Applied Mechanics and Materials
Vol. 862
Vol. 862
Applied Mechanics and Materials
Vol. 861
Vol. 861
Applied Mechanics and Materials
Vol. 860
Vol. 860
Applied Mechanics and Materials
Vol. 859
Vol. 859
Applied Mechanics and Materials
Vol. 858
Vol. 858
Applied Mechanics and Materials
Vol. 857
Vol. 857
Applied Mechanics and Materials
Vol. 856
Vol. 856
Applied Mechanics and Materials
Vol. 855
Vol. 855
Applied Mechanics and Materials
Vol. 854
Vol. 854
Applied Mechanics and Materials
Vol. 853
Vol. 853
Applied Mechanics and Materials
Vol. 852
Vol. 852
Applied Mechanics and Materials
Vol. 851
Vol. 851
Applied Mechanics and Materials
Vol. 850
Vol. 850
Applied Mechanics and Materials Vol. 856
Paper Title Page
Abstract: Pressure regulators have a great impact on the runtime and energy savings of supersonic wind tunnels. In order to investigate this impact quantitatively the theoretical isentropic (ideal) equations for the supersonic wind tunnel flow were compared with viscous CFD computations. The theoretical model was extended include the flow from the outflow from the pressure vessel up to the wind tunnel. This theoretical model was solved with and without pressure regulation valve using a Runge-Kutta method. The differences in runtime and energy consumption for both configurations with and without pressure regulator as well as the derivation of the analytical model and the numerical solution are presented in detail in this paper.
238
Abstract: A high availability of machines has always been important in production. One way to increase it is to avoid unscheduled production stops by detecting the onset of machine faults and to conduct preventative repairs. The detection part consists of the three steps signal acquisition, feature extraction and classification. This paper focuses on the last two steps through the example of an induction motor. Based on a publicly available motor current data set, features were extracted using the continuous wavelet transform. In the subsequent classification step eight different classification methods were compared with each other. It was found, that the accuracy of the classifiers varied significantly in a range from 20.6 % to 92.8 %. Moreover, the supportive vector machine, scoring an accuracy of 92.8 %, was the only classifier with an accuracy above 55.0 %.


Your assignment: Within the records below is a range that opens at the line with "locate 'sports equipment'." and closes at the line with "Please detect man in the image.". Return that range word for word, both ends included, and only that range.

Task data:
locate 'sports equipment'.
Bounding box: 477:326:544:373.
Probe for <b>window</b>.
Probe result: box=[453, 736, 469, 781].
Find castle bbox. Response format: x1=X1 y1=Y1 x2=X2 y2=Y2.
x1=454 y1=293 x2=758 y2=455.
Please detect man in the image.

---

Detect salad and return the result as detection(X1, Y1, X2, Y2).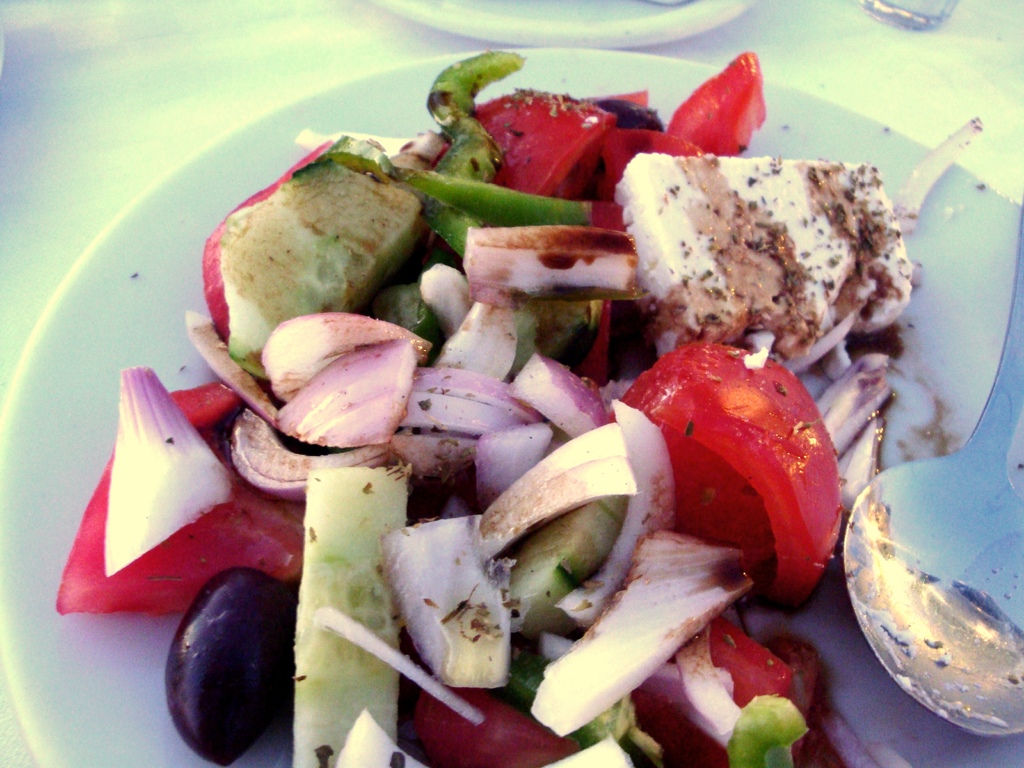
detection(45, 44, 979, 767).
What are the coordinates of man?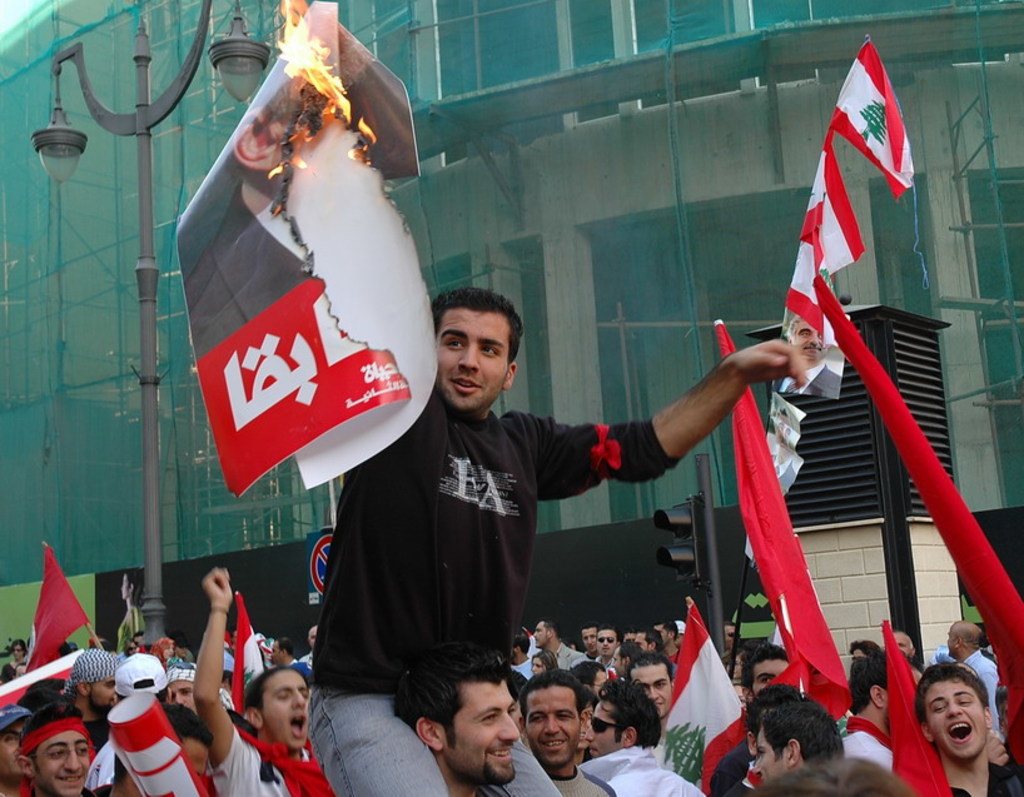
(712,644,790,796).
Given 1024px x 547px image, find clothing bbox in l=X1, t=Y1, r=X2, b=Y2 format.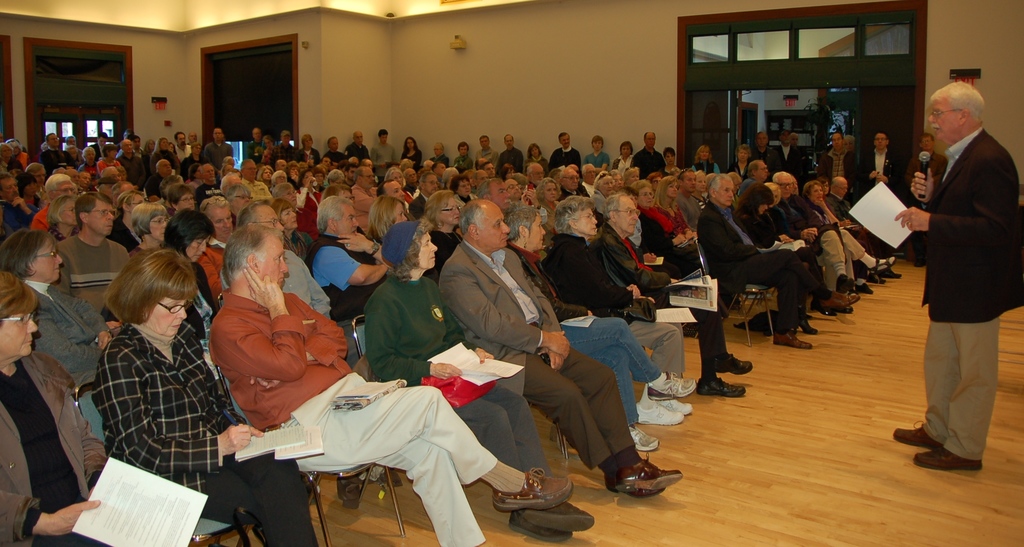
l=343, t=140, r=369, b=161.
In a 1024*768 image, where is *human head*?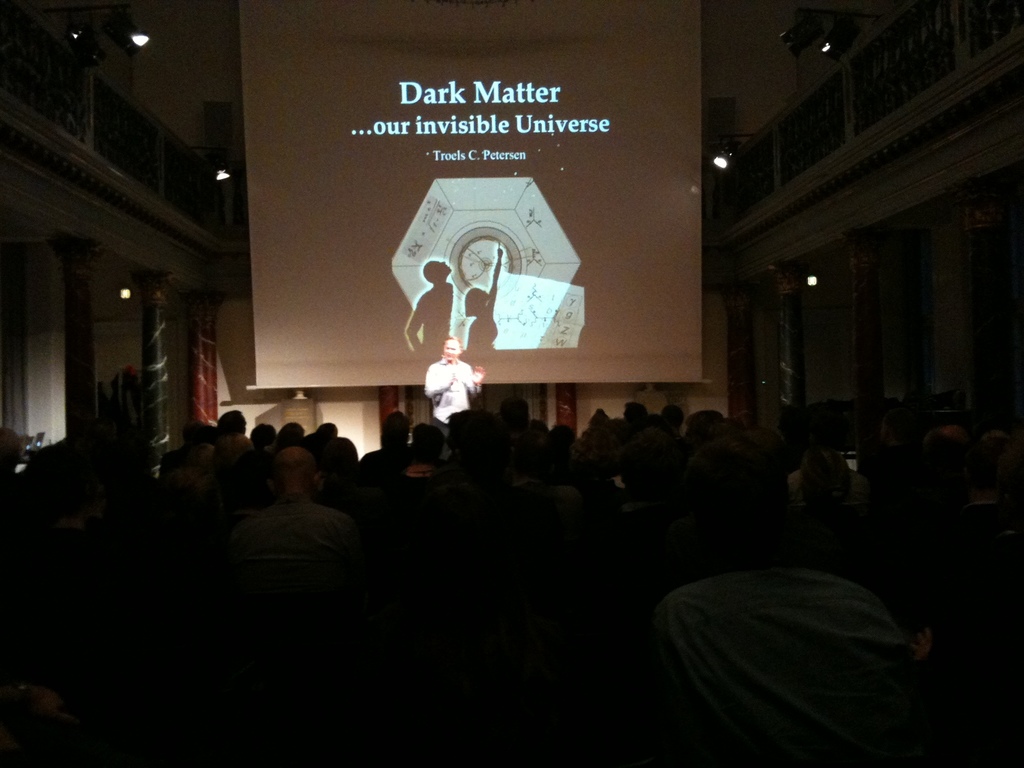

...

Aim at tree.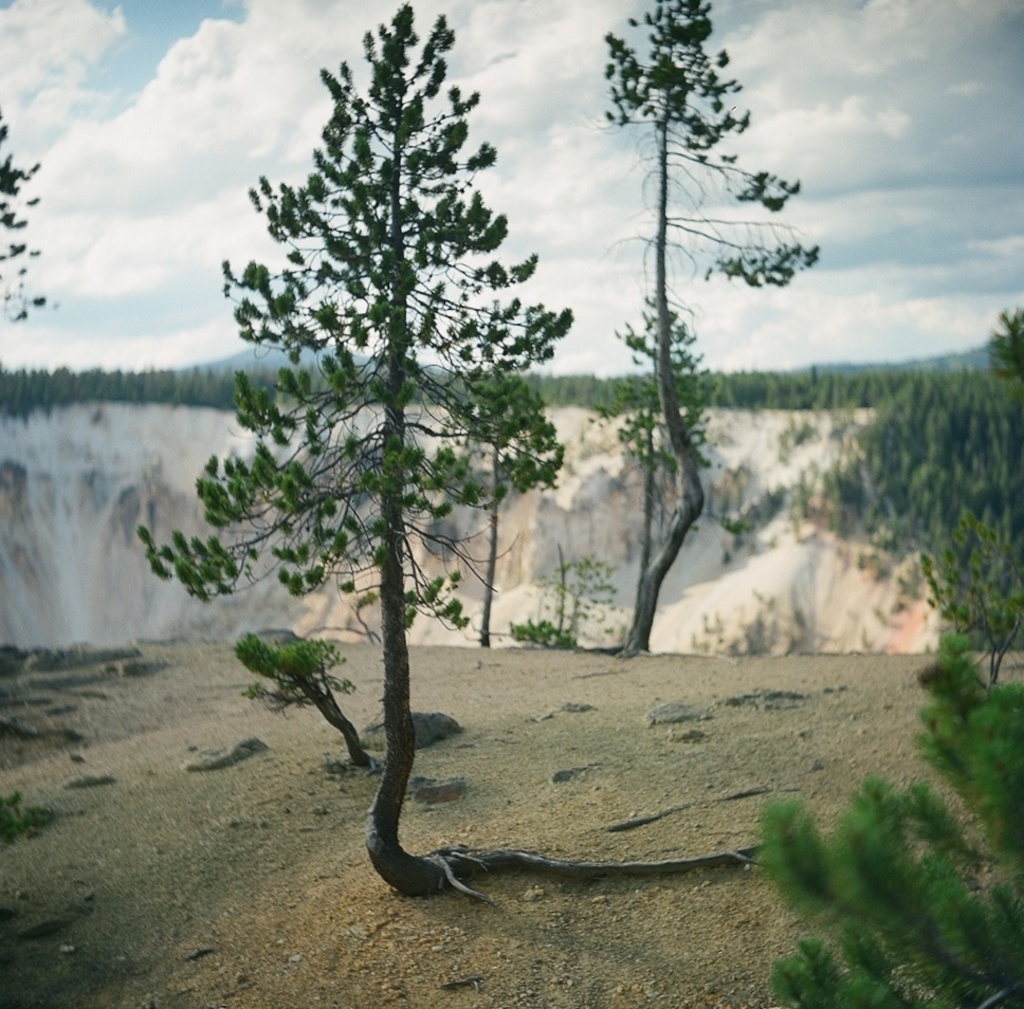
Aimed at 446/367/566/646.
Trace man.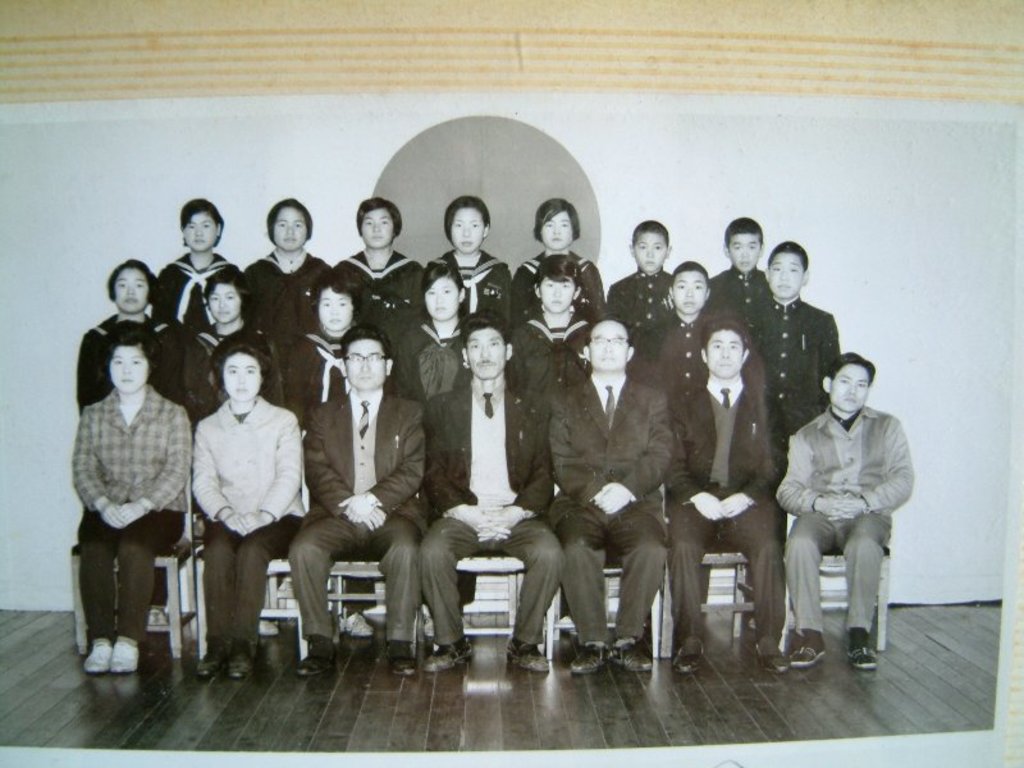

Answer below:
locate 'sports equipment'.
Bounding box: 477:326:544:373.
Probe for <b>window</b>.
Probe result: box=[453, 736, 469, 781].
Find castle bbox. Response format: x1=X1 y1=Y1 x2=X2 y2=Y2.
x1=454 y1=293 x2=758 y2=455.
Please detect man in the image.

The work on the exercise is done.